REFLECTIONS ON FILM CULTURE

Video: The Glitch Games of COMPUTER CHESS

COMPUTER CHESS

‘Computer Chess’

Andrew Bujalski‘s Computer Chess stages its titular tournament at the dawn of the 1980s, when personal computers were just about to initiate the digitization of everyday human existence, which, from the smartphones that deliver our personal data to the NSA to the screen that currently locks your gaze, is a condition so familiar to us that we stop noticing its horrifically uncanny qualities. While Bujalski’s film initially presents itself as a parodical depiction of programming geeks coding their way towards mastering technology, it eventually reveals a counter-agenda, as one computer seems to develop sentience and turn the tables on its overseer.  The film poses a crucial question of our time: in the face of all the technology we have surrounded ourselves with to mediate and control our existence—to the point that it effectively controls us—where does our humanity lie?

Bujalski ties this inquiry to a parallel probe into what defines his own filmmaking practice, most notably by breaking from the lovely 16mm textures of his previous features and adopting a black-and-white analog video contemporaneous with the story’s era. While many generally find this to be but one endearing facet in a film rife with quirks, The New Yorker’s Richard Brody sees a deeper significance in relation to contemporary filmmaking that Bujalski, a longtime devotee to celluloid, must contend with: “The way that movies are imagined, made, seen, and discussed now depends on computers….With its look at the primordial affect of the digital realm, Computer Chess searches for the roots of the aesthetic—and the world view that it embodies.”

As part of this search, Bujalski also ditches his past films’ distinctive long takes that registered the emotional nuances of spaces between people. Here he adopts a mockumentary style with a flippant tone that courts buffoonery, coming dangerously close to one of those awful Christopher Guest circle jerks from a decade ago.
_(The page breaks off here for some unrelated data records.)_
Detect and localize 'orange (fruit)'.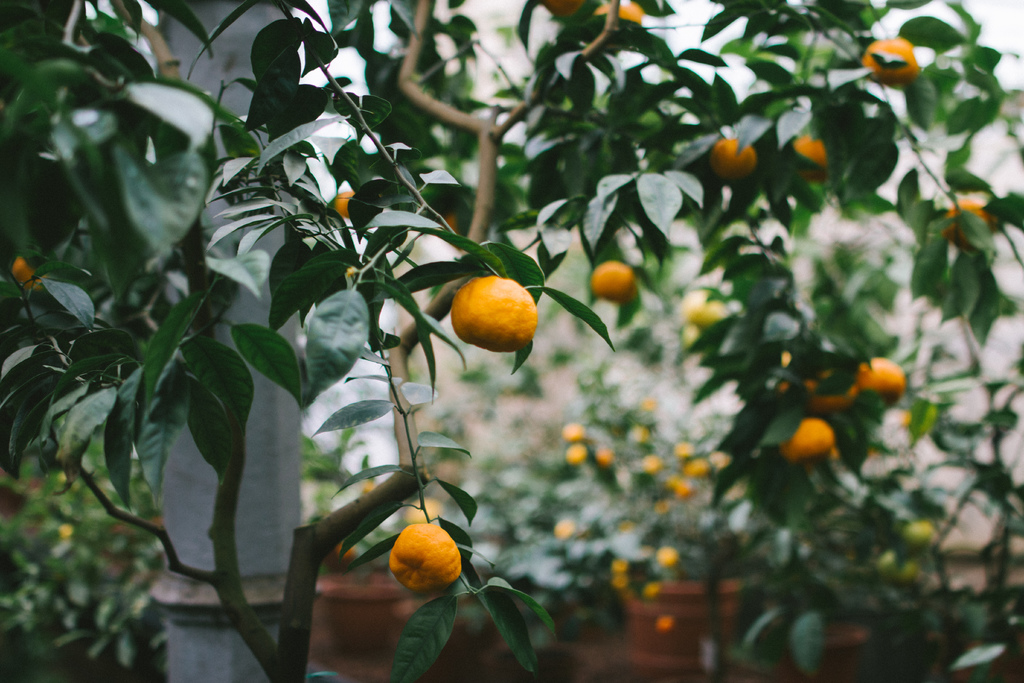
Localized at (x1=685, y1=474, x2=700, y2=504).
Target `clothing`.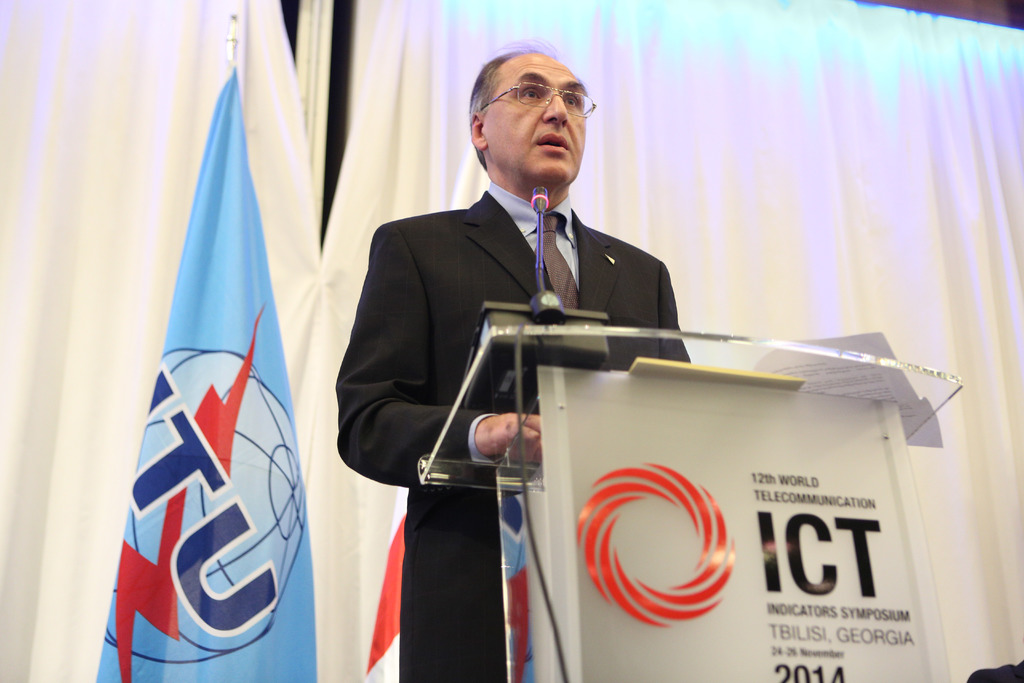
Target region: left=337, top=195, right=694, bottom=681.
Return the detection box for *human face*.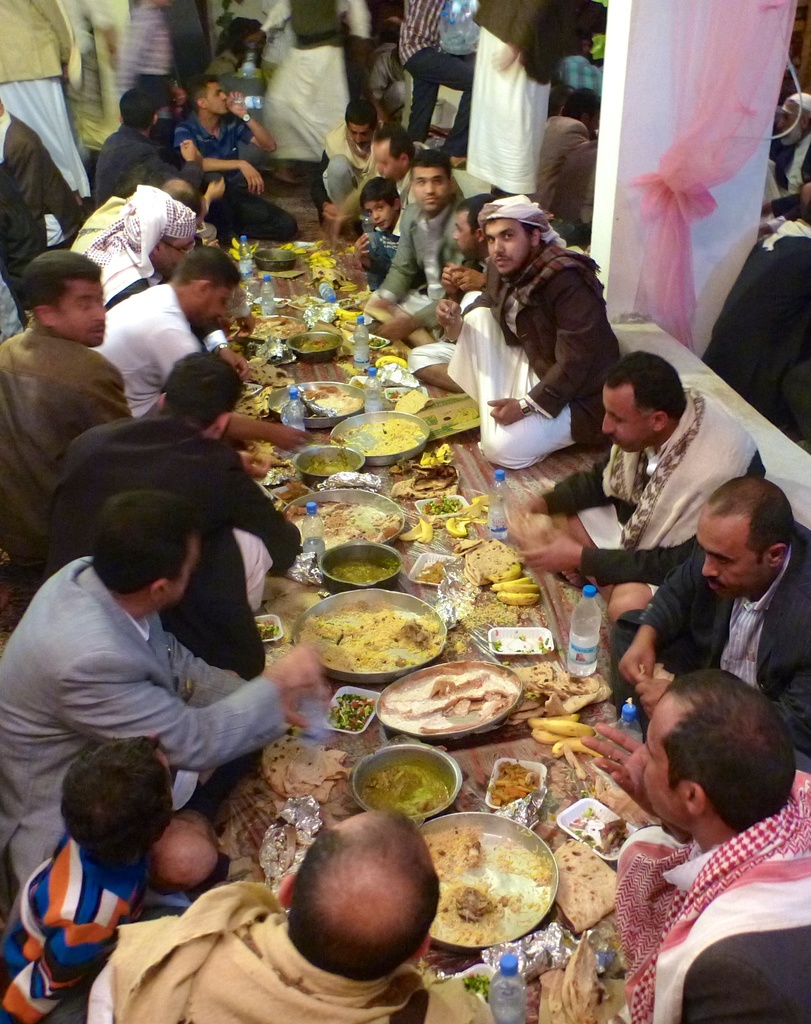
[198, 283, 238, 339].
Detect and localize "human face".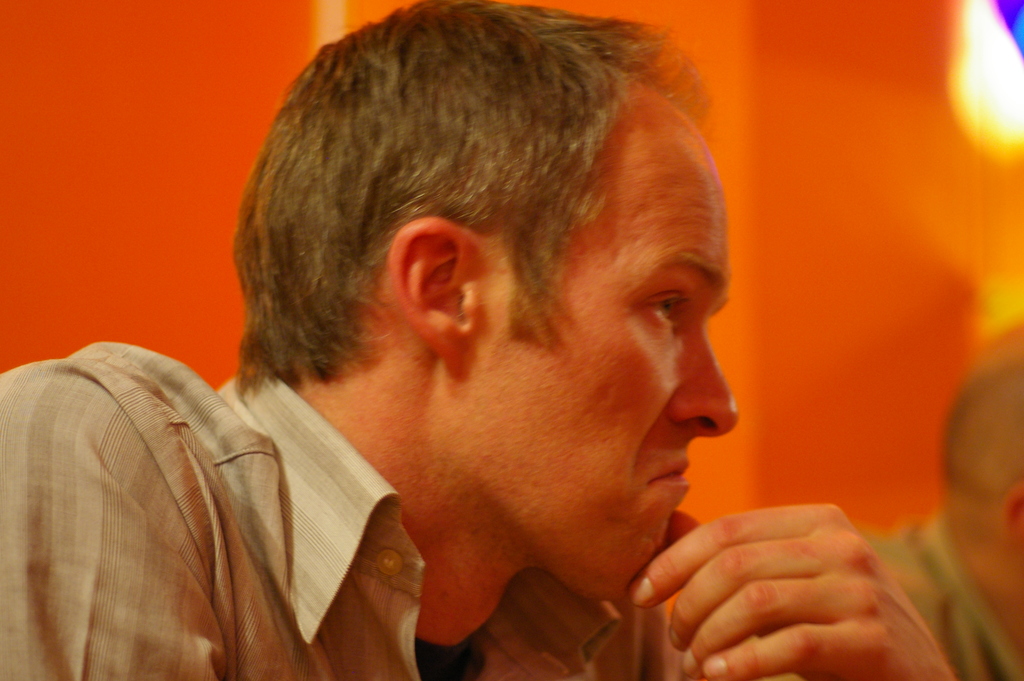
Localized at select_region(476, 85, 739, 599).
These goofball elements may be attempts to draw a more mainstream appeal, but I find them to be cosmetic attractions compared to what I think is the new development most crucial to Bujalski’s body of work: his embrace of glitch.

COMPUTER CHESS

‘Computer Chess’

Bujalski has long been interested in the role of faux pas and error in revealing underlying truths to human social interaction, frequently demonstrated in his brilliantly awkward dialogues and registers of discomfort in his characters’ body language. In the past, he’d let his film camera commemorate these improprieties with documentary impassivity, but in Computer Chess these transgressions have infiltrated the very texture of his cinema. The film is rife with blunders and breakdowns of various kinds, from dialogue to cinematography to the sound mix.

COMPUTER CHESS

‘Computer Chess’

When I first watched Computer Chess, I found these moments to be an aggravating, seemingly amateurish regression from the studied craft of his earlier films. But now I find them to be the most compelling aspects of the film, the seismic fault lines where Bujalski is coming to terms with his filmmaking, as it finds itself increasingly implicated in an all-consuming dystopia of bits and bytes. These moments in Computer Chess suggest that the saving grace of cinema, and of humanity, may lie in the liberating power of fucking things up.